Gloria Ladson-Billings, one of the foremost scholars of critical race theory, says she hasn’t seen any evidence of the concept being taught in classrooms on a widespread basis and says those opposed do not truly understand it. 

“I think that critical race theory is a red herring,” she said in a recent interview with NPR. “I think what people are really going after at this point is the 2022 and the 2024 elections.” 

Ladson-Billings is the president of the National Academy of Education and former Kellner Family Distinguished Professor of Urban Education at the University of Wisconsin.

State proposals under consideration

Wisconsin GOP’s race-related proposal seeks to deny funds to school districts and independent charter schools that violate the law. In addition to denying state funds, the bill would prohibit local governments and state agencies from training employees on race and racism.

When Wausau Pilot & Review asked Sen. Andre Jacque (R-DePere) and Rep. Chuck Wichgers (R-Muskego) – co-sponsors of SB 411 – to provide examples of “sex and race stereotypes,” Sen. Jacque replied through an email, “Under the bill, a school board or the operator of an independent charter school is prohibited from allowing a teacher to teach pupils race or sex stereotyping in any course or as part of any curriculum and is prohibited from requiring an employee to attend a training that teaches, advocates, acts upon, or promotes race or sex stereotyping.” 

Rep. Wichgers did not respond to multiple requests for comment. Neither of the GOP legislators would provide any specific instances of teaching of race-related concepts in school. But Jacque added: “I have not yet been made aware of a date when the public hearing on the legislation will be scheduled so I do not yet know specifically who will be able and willing to attend and to testify among those I have already spoken to, and those my colleagues have heard from.”

Critics have termed these proposals as efforts to shut down any discussion of race or even indulging in so-called “cancel culture.”

“If you hear that schools are teaching students about the evils of racism and its pernicious hold on our society and your response is to get worried or defensive to the point of wanting to cancel it, you need to do some deep introspection,” wrote Rep. Jimmy Anderson (D-Fitchburg) on Twitter.

Jacque declined to respond to charges of cancel culture, despite repeated requests to do so.  Neither of the Republican legislators would address the complaints of interference in local school affairs.

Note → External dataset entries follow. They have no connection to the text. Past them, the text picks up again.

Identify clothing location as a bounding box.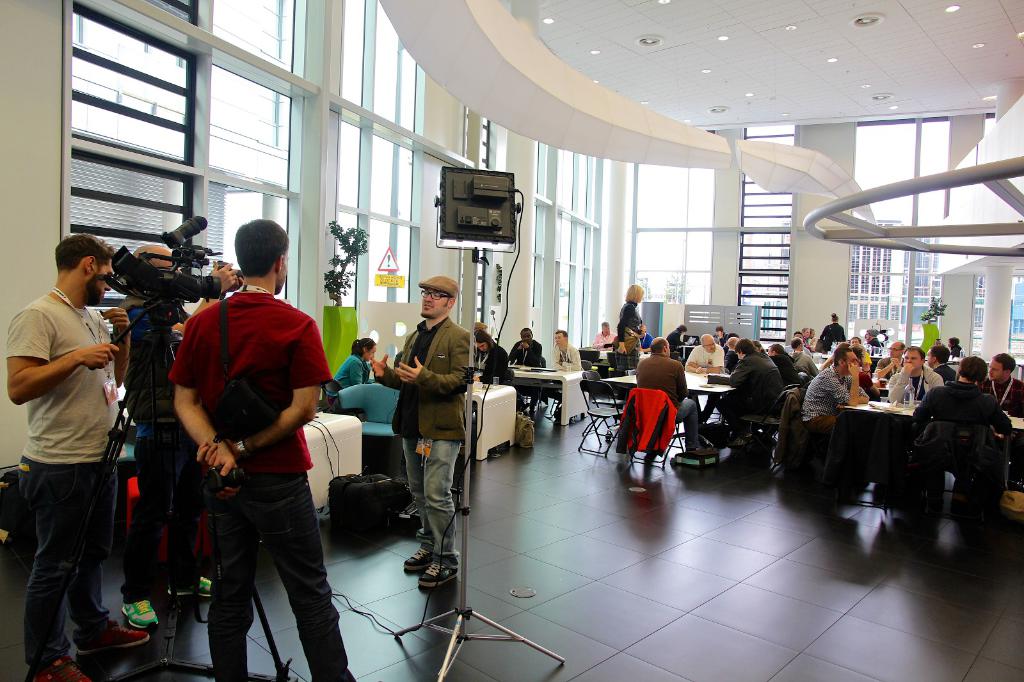
region(584, 328, 620, 352).
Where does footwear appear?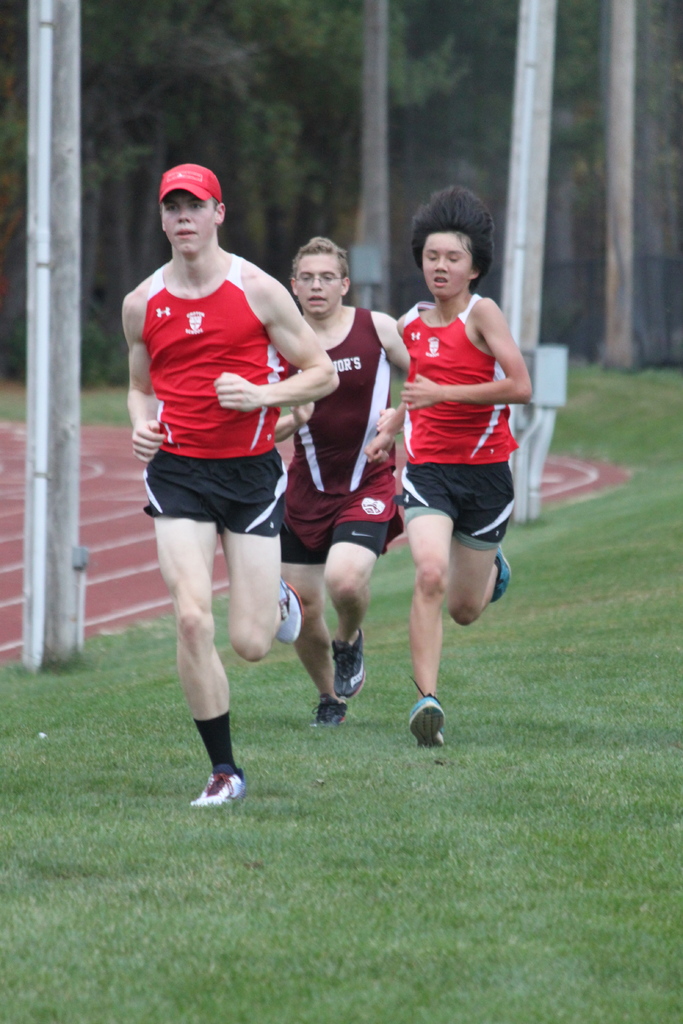
Appears at rect(186, 751, 251, 817).
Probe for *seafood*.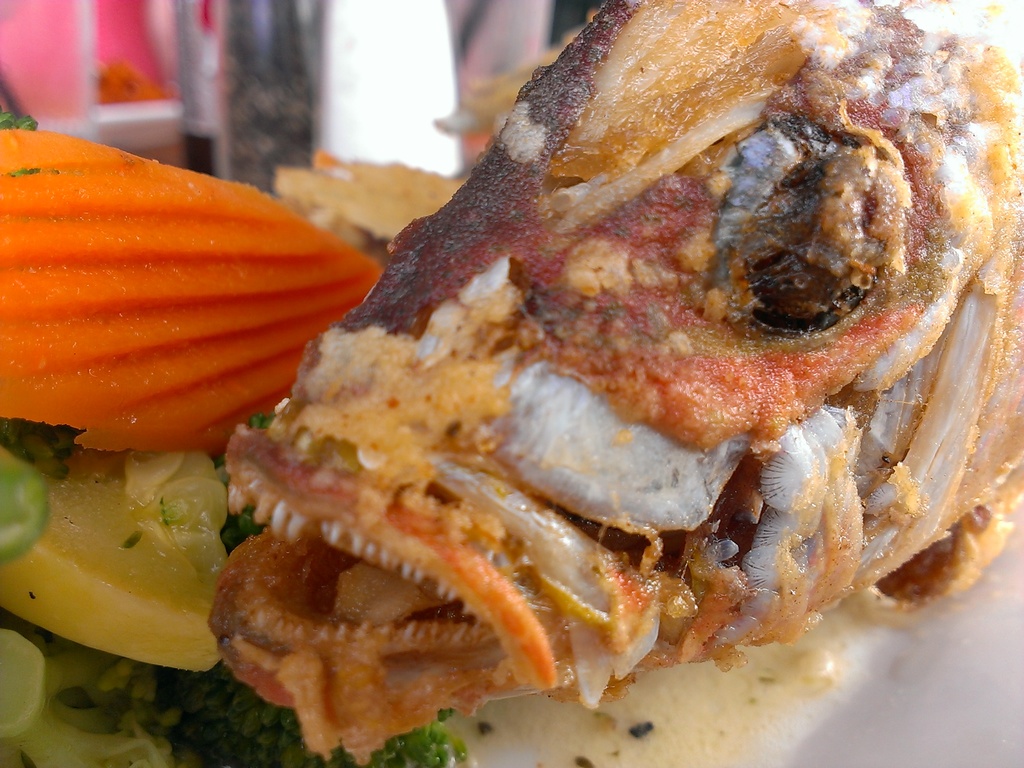
Probe result: <region>202, 0, 1023, 765</region>.
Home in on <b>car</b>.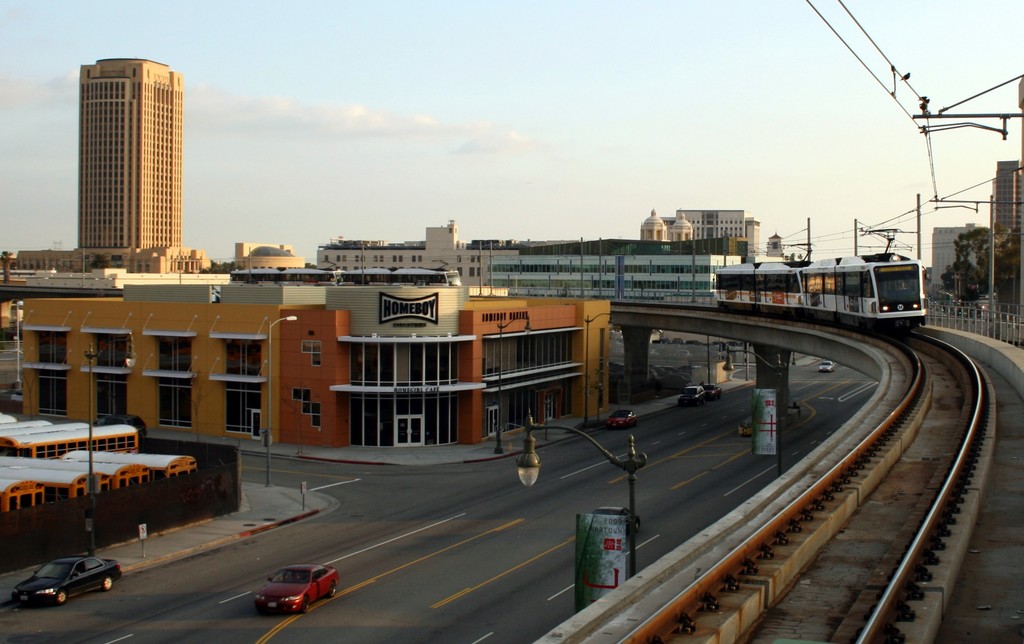
Homed in at (607,411,635,426).
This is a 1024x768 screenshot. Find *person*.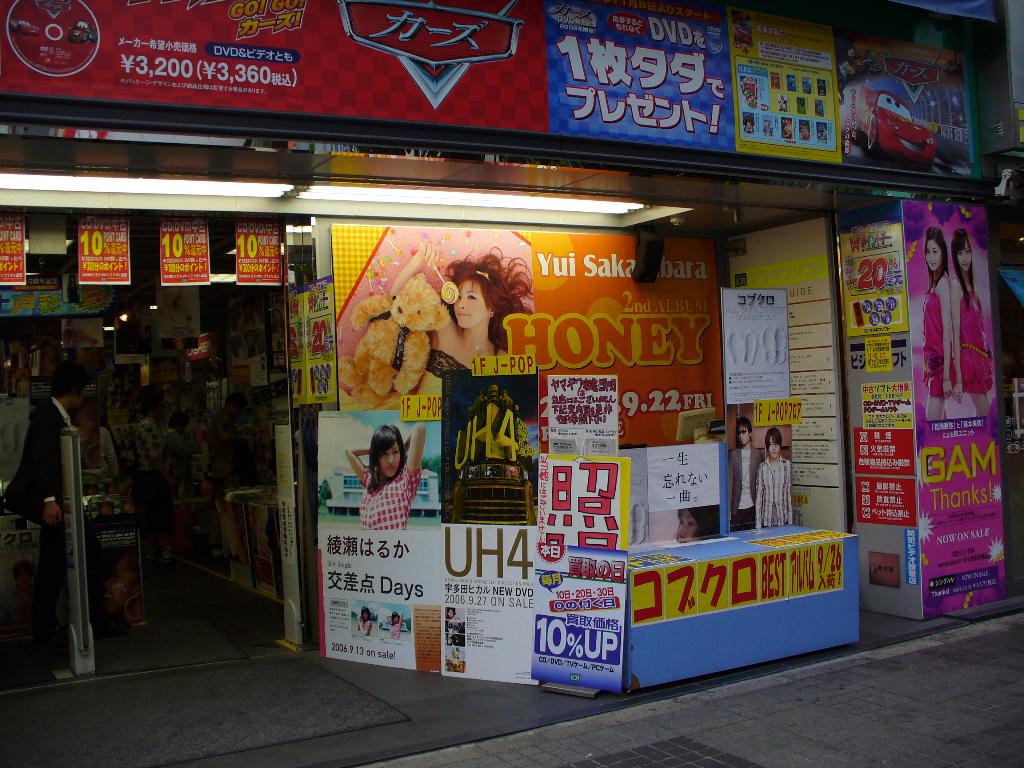
Bounding box: <box>950,228,994,414</box>.
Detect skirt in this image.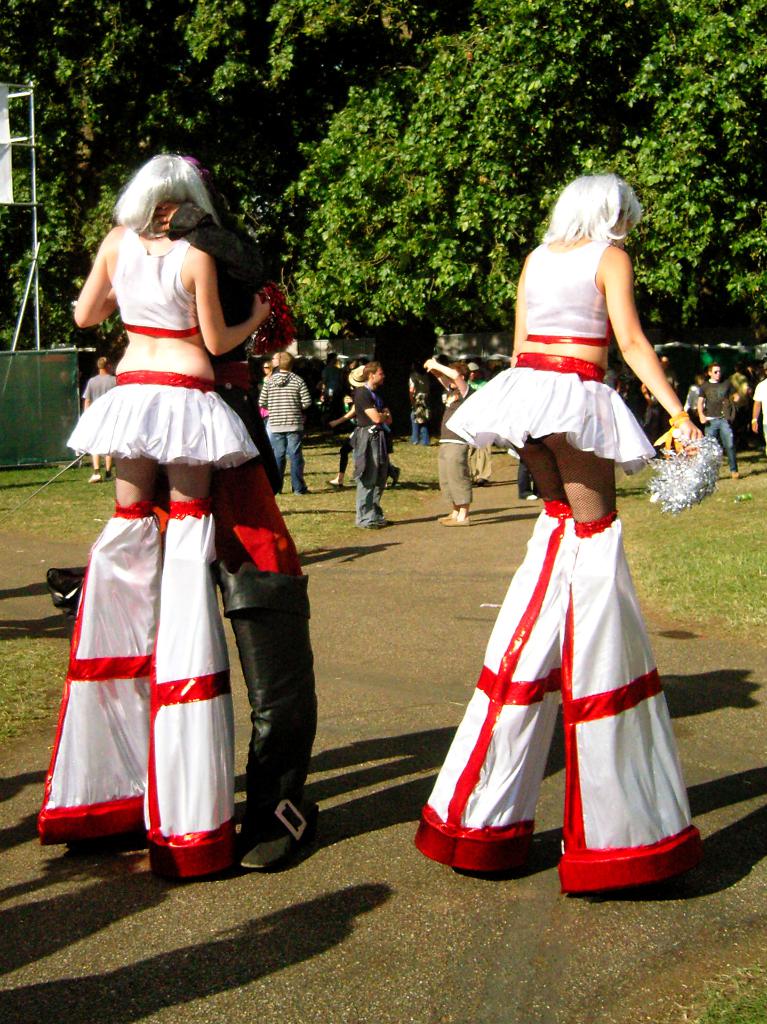
Detection: l=444, t=348, r=655, b=465.
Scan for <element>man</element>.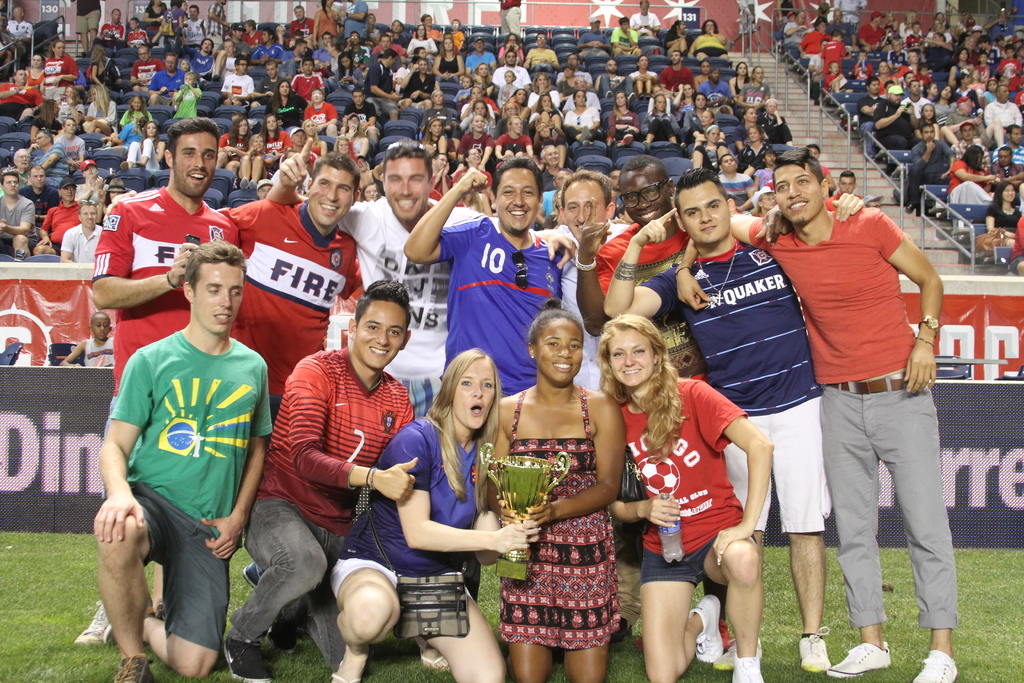
Scan result: [874,86,911,139].
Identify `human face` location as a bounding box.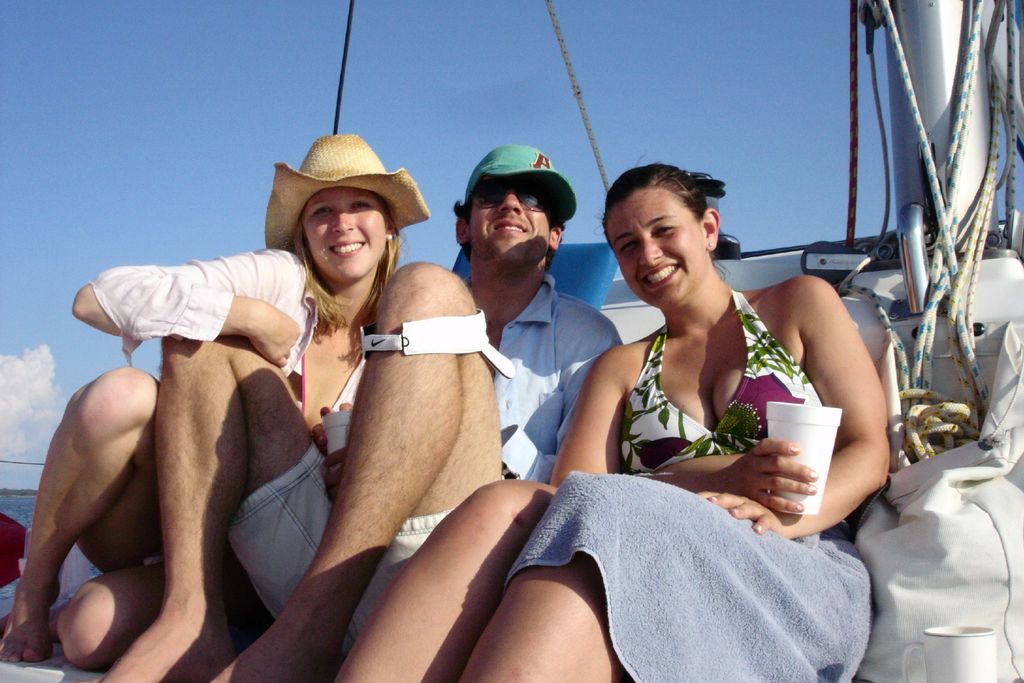
[x1=469, y1=174, x2=552, y2=258].
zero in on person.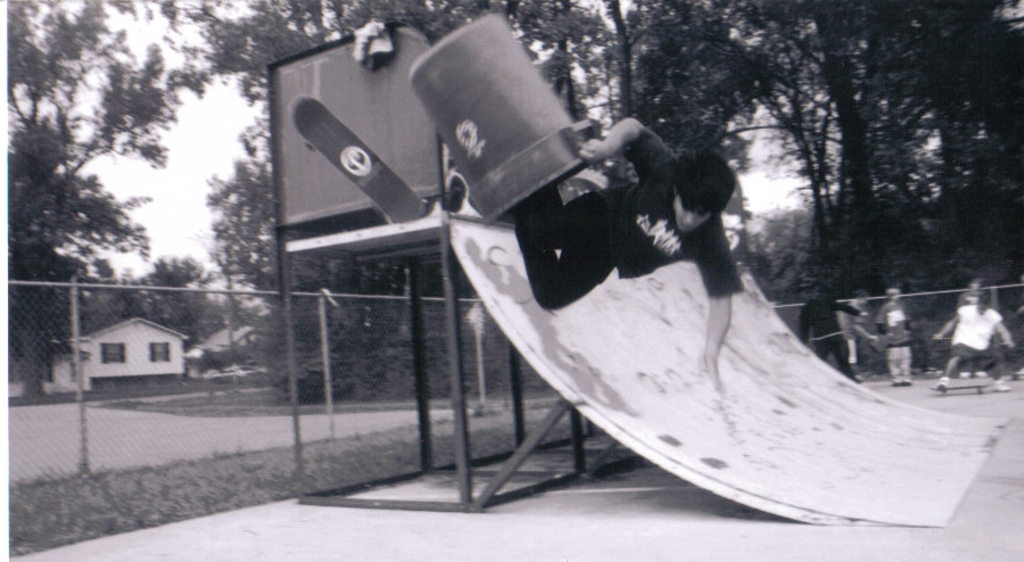
Zeroed in: [x1=522, y1=101, x2=783, y2=395].
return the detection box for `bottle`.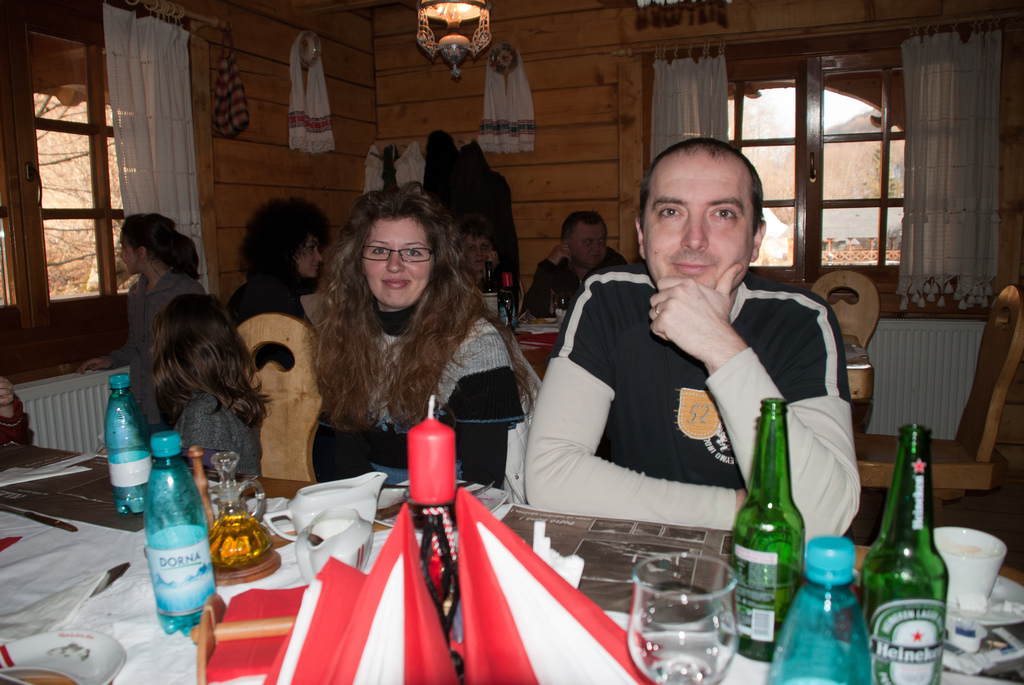
bbox=[861, 425, 949, 684].
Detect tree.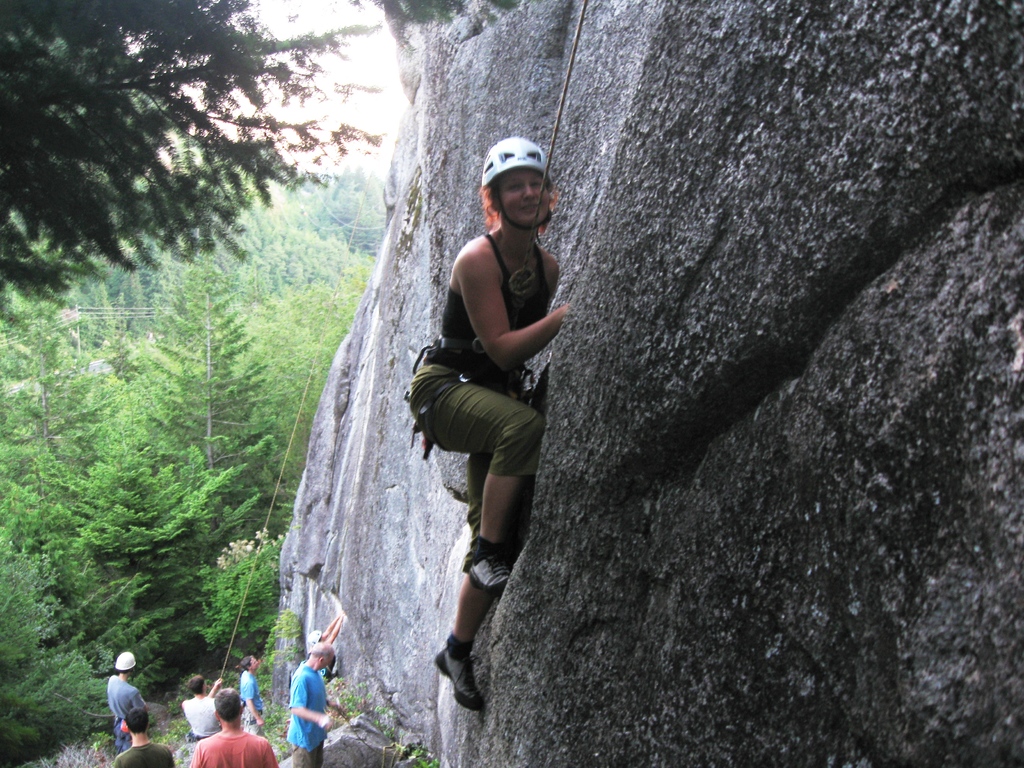
Detected at rect(12, 416, 143, 653).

Jonathan Butcher, Will Skillman Fellow in Education at the conservative Heritage Foundation, rejected the idea of interference by state lawmakers. Burcher, who opposes teaching critical race theory, told Wausau Pilot & Review that “Washington has no authority” to dictate policy on education – but state lawmakers can and should. 

“Schools cannot compel teachers to teach students ideas contrary to the Civil Rights Act,” Butcher said, adding that any training of teachers on race was highly ineffective. He also said there was no systemic racism in the United States.

School board officials disagree with the notion of state lawmakers dictating curriculum to schools.

“I would assume most school boards would prefer to have the autonomy to make curriculum decisions at the local level,” Pat McKee, president of Wausau School District (WSD) board, told Wausau Pilot & Review previously. 

Ka Lo, a Wausau School Board member, while criticizing the Wisconsin GOP bill, said she was not aware of any CRT or race concepts being taught in Wausau schools. She accused Republicans of interfering in local affairs. 

“It’s a counter to Republican belief that less government is better government,” she told Wausau Pilot & Review. “Instead, they are putting more government into people’s lives. This is so ironic.”

Lo, who is also a Marathon County supervisor, said the Republicans are using CRT as a tool to excite their base to turn out to vote in the next election. Charges of CRT as a potential election-winning strategy is a topic at the national level too.

Damakant Jayshi is a reporter for Wausau Pilot & Review. He is also a corps member with Report for America, an initiative of GroundTruth Project that places journalists into local newsrooms. Reach him at [email protected].